The link on the blog page read Steve Jobs hired a career juggler to teach programming to developers.
I clicked out of curiosity, not suspecting that I'd be more familiar with the juggler than with Steve Jobs.
But it's true: It was Randy Nelson, "Alyosha" from the Flying Karamazov Brothers.
I first saw the FKB in 1977, when they were playing regularly at the Magic Cellar, a small magic club in San Francisco where my friends would hang out. They were all fans of the Karamazovs, too, and we would make group expeditions whenever they played locally for over a decade. (The full show of which the embedded flaming torch clip is part 8 is a good record of their standard stage show at that date, 1983.)
After Randy dropped out of regular appearances, I understood he'd gotten a job in the computer industry somewhere, but I never heard details or that it came about because Steve Jobs was an FKB fan. It's puzzling to me, because, being in Silicon Valley, I know a lot of people in the industry. I never met Jobs myself, but I know people who knew both him and the Karamazovs, and I don't recall any of them mentioning any of this.
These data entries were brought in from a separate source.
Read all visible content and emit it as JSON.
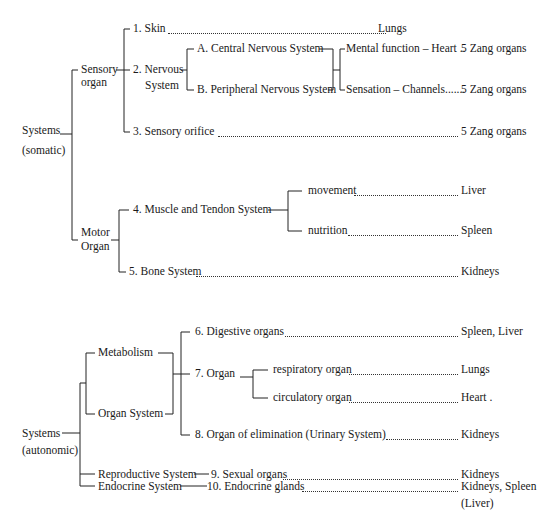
{
  "diagram": {
    "somatic": {
      "root": {
        "line1": "Systems",
        "line2": "(somatic)"
      },
      "sensory_organ": {
        "line1": "Sensory",
        "line2": "organ"
      },
      "motor_organ": {
        "line1": "Motor",
        "line2": "Organ"
      },
      "items": {
        "skin": {
          "label": "1. Skin",
          "organ": "Lungs"
        },
        "nervous": {
          "line1": "2. Nervous",
          "line2": "System"
        },
        "central": {
          "label": "A. Central Nervous System"
        },
        "peripheral": {
          "label": "B. Peripheral Nervous System"
        },
        "mental": {
          "label": "Mental function – Heart ..",
          "organ": "5 Zang organs"
        },
        "sensation": {
          "label": "Sensation – Channels.......",
          "organ": "5 Zang organs"
        },
        "orifice": {
          "label": "3. Sensory orifice",
          "organ": "5 Zang organs"
        },
        "muscle": {
          "label": "4. Muscle and Tendon System"
        },
        "movement": {
          "label": "movement",
          "organ": "Liver"
        },
        "nutrition": {
          "label": "nutrition",
          "organ": "Spleen"
        },
        "bone": {
          "label": "5. Bone System",
          "organ": "Kidneys"
        }
      }
    },
    "autonomic": {
      "root": {
        "line1": "Systems",
        "line2": "(autonomic)"
      },
      "metabolism": {
        "label": "Metabolism"
      },
      "organ_system": {
        "label": "Organ System"
      },
      "reproductive": {
        "label": "Reproductive System"
      },
      "endocrine": {
        "label": "Endocrine System"
      },
      "items": {
        "digestive": {
          "label": "6. Digestive organs",
          "organ": "Spleen, Liver"
        },
        "organ7": {
          "label": "7. Organ"
        },
        "respiratory": {
          "label": "respiratory organ",
          "organ": "Lungs"
        },
        "circulatory": {
          "label": "circulatory organ",
          "organ": "Heart ."
        },
        "elimination": {
          "label": "8. Organ of elimination (Urinary System)",
          "organ": "Kidneys"
        },
        "sexual": {
          "label": "9. Sexual organs",
          "organ": "Kidneys"
        },
        "endocrine_glands": {
          "label": "10. Endocrine glands",
          "organ": "Kidneys, Spleen",
          "organ_line2": "(Liver)"
        }
      }
    }
  }
}
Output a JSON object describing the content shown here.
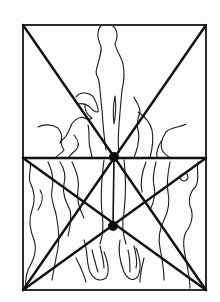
{
  "diagram": {
    "type": "compositional-geometry-overlay",
    "colors": {
      "line": "#111111",
      "background": "#fdfdfd",
      "figure_stroke": "#1a1a1a"
    },
    "frame": {
      "x1": 23,
      "y1": 25,
      "x2": 206,
      "y2": 290
    },
    "horizontal_line_y": 158,
    "nodes": [
      {
        "name": "upper-intersection",
        "x": 114,
        "y": 157,
        "r": 5
      },
      {
        "name": "lower-intersection",
        "x": 113,
        "y": 226,
        "r": 5
      }
    ],
    "construction_lines": [
      {
        "name": "diagonal-tl-br",
        "from": [
          23,
          25
        ],
        "to": [
          206,
          290
        ]
      },
      {
        "name": "diagonal-tr-bl",
        "from": [
          206,
          25
        ],
        "to": [
          23,
          290
        ]
      },
      {
        "name": "midline-horizontal",
        "from": [
          23,
          158
        ],
        "to": [
          206,
          158
        ]
      },
      {
        "name": "bl-to-right-mid",
        "from": [
          23,
          290
        ],
        "to": [
          206,
          158
        ]
      },
      {
        "name": "br-to-left-mid",
        "from": [
          206,
          290
        ],
        "to": [
          23,
          158
        ]
      },
      {
        "name": "vertical-center",
        "from": [
          114,
          157
        ],
        "to": [
          113,
          226
        ]
      }
    ]
  }
}
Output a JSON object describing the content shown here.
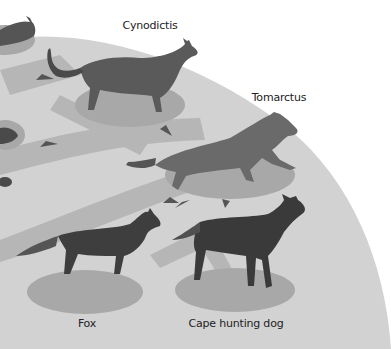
{
  "diagram": {
    "type": "evolutionary-tree",
    "colors": {
      "background": "#ffffff",
      "globe": "#d2d2d2",
      "branch": "#b4b4b4",
      "shadow_ellipse": "#a8a8a8",
      "arrow": "#555555",
      "animal_dark": "#3a3a3a",
      "animal_mid": "#5e5e5e",
      "label": "#222222"
    },
    "nodes": [
      {
        "id": "cynodictis",
        "label": "Cynodictis",
        "label_x": 150,
        "label_y": 19
      },
      {
        "id": "tomarctus",
        "label": "Tomarctus",
        "label_x": 279,
        "label_y": 91
      },
      {
        "id": "fox",
        "label": "Fox",
        "label_x": 87,
        "label_y": 317
      },
      {
        "id": "cape-hunting-dog",
        "label": "Cape hunting dog",
        "label_x": 236,
        "label_y": 317
      }
    ]
  }
}
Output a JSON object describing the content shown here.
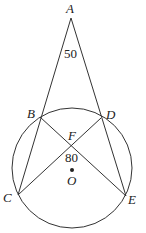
{
  "diagram": {
    "points": {
      "A": "A",
      "B": "B",
      "C": "C",
      "D": "D",
      "E": "E",
      "F": "F",
      "O": "O"
    },
    "angle_labels": {
      "angle_A": "50",
      "angle_F": "80"
    },
    "segments": [
      "AC",
      "AE",
      "BE",
      "CD"
    ],
    "circle": "circle O through B, C, D, E",
    "colors": {
      "stroke": "#333333",
      "text": "#222222",
      "background": "#ffffff"
    }
  }
}
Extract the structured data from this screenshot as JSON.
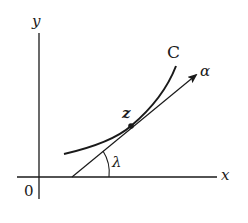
{
  "diagram": {
    "type": "complex-plane tangent diagram",
    "labels": {
      "y_axis": "y",
      "x_axis": "x",
      "origin": "0",
      "curve": "C",
      "point": "z",
      "direction": "α",
      "angle": "λ"
    },
    "colors": {
      "ink": "#1a1a1a",
      "background": "#ffffff"
    }
  }
}
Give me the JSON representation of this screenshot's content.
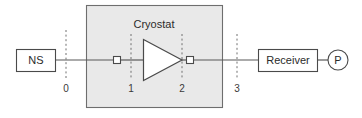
{
  "diagram": {
    "title": "Cryostat",
    "enclosure": {
      "label": "Cryostat"
    },
    "blocks": [
      {
        "id": "noise-source",
        "label": "NS"
      },
      {
        "id": "receiver",
        "label": "Receiver"
      }
    ],
    "amplifier": {
      "label": ""
    },
    "port": {
      "label": "P"
    },
    "reference_planes": [
      {
        "label": "0"
      },
      {
        "label": "1"
      },
      {
        "label": "2"
      },
      {
        "label": "3"
      }
    ],
    "connectors": [
      {
        "id": "connector-1",
        "label": ""
      },
      {
        "id": "connector-2",
        "label": ""
      }
    ],
    "colors": {
      "enclosure_fill": "#e9e9e9",
      "enclosure_stroke": "#6e6e6e",
      "line": "#585858",
      "text": "#2b2b2b",
      "background": "#ffffff"
    }
  }
}
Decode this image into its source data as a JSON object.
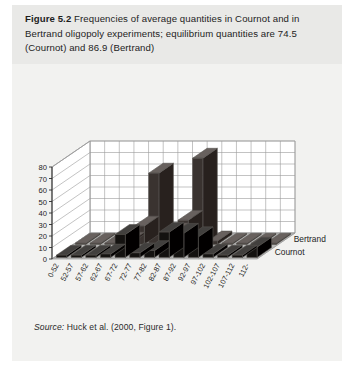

So it's great to hear that distinctive voice again, even though instead of telling knockabout jokes it's discoursing seriously in an embedded clip on intelligent if rather alarming personnel practices. And to wonder how that applies to Pixar of today, for B. and I just watched their latest product, Incredibles 2, and I have to wonder. I love the characters of the Incredibles: all five are distinctive and fascinating people. But why are they embedded in such a dull and predictable plot?